Lana stared at him. Even at the age of ten she could
see flaws in that reasoning.
‘Really? You reckon?’
‘Trust me, it makes sense it you say it out loud
long enough.’ Gure nodded convincingly.
Lana wasn’t overly convinced. She’d known him for a
long time. Big brother he may be, but he had strange things going on in his
brain sometimes.
‘So, all right, what’s the plan then?’
‘Are you in? You’re not allowed to tell anyone.’
‘I’m in. I’m hungry. What do you wanna do?’
‘Tonight when all the adults are asleep we steal one
of dad’s spears and we go that way’, he pointed with his chin over her
shoulder, ‘and we go find food, and then we bring it back for everyone.’
‘That’s your plan?’
‘It’s a good plan.’
‘What if we don’t find anything?’
‘Have you got a better plan?’
‘I don’t.’ Lana looked down at her feet. They were
dirty. ‘All right, let’s do it.’
They waited until everyone in the camp had
disappeared to their various corners and nooks and crannies, under trees and
bushes, near little fires, and had laid down to sleep. It didn’t take long.
There was nothing much to stay up for. The bread the women had made had been
passed around, but there hadn’t been much past a mouthful per person.
Gure disappeared into the dark on tiptoe. He came
back not long after carrying a long slender spear.
‘Let’s go”, he whispered.
Lana picked up her carrybag she had made out of
grass a few days ago. She nodded. ‘Let’s go.’
They sneaked down the track towards the dry river
bed, taking care not to make any noise, and followed the bank of the river.
They knew it well, and they knew that if they followed it for long enough it
would take them in the direction of the sunrise, towards the high country. They
usually stayed away from the high country, because it was cold, but now that
didn’t seem to matter anymore.
The full moon rose over their heads as they walked
on in silence. The stars spread out far and wide above their heads. Their
shadows flitted and danced around them. The land was quiet.
The walked and walked for hours. At one stage they
found a waterhole that had not quite dried up yet, and they laid down on their
bellies and drank their fill. They sat down and rested for a bit, then moved
on, pushing on.
The stars wheeled around in the night sky, and time
passed. The land rose up, became steeper. The trees became smaller, more
scrubby, further apart. The temperature dropped noticeably.

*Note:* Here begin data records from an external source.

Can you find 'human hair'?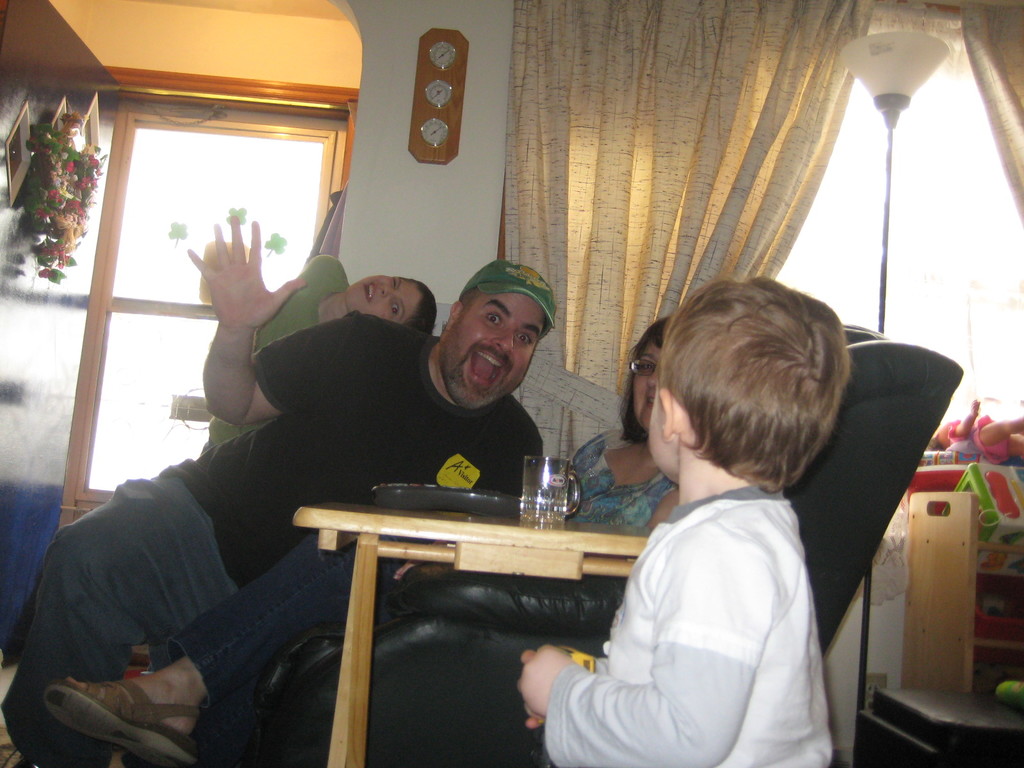
Yes, bounding box: bbox(612, 312, 672, 440).
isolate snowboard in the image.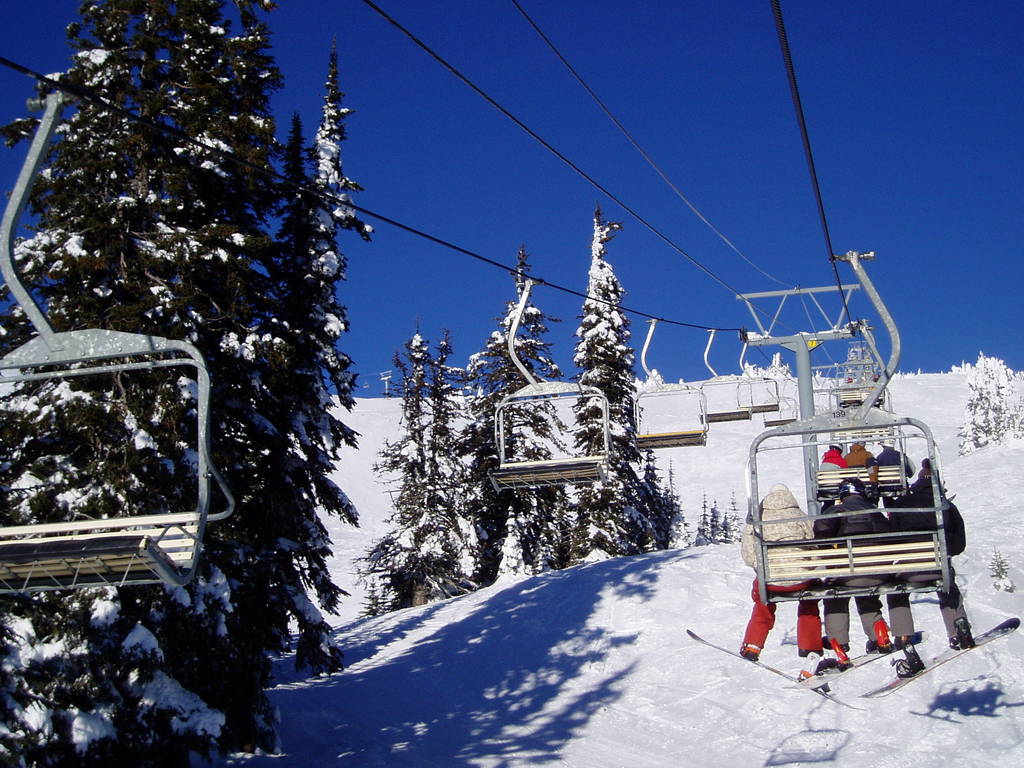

Eventually a faint shimmer of light appeared on the
far horizon in front of them, as they descended into a wide valley they’d never
seen or heard of before. In the middle distance there was what seemed to be a
creekbed, and from where they were standing they could see the reflection of
stars here and there on the ground. Water. They looked at each other. They
needed it. It had been a long time between drinks.
Lana started forward, but Gure grabbed her arm and
dragged her down on the ground.
‘Shh’. He put a finger on his lips. ‘There’s
something moving down there’.’
Lana nodded wide-eyed. He let go of her arm, then
started moving towards the creek slowly and carefully, like his dad and his
uncles had shown him. His sister followed closely behind.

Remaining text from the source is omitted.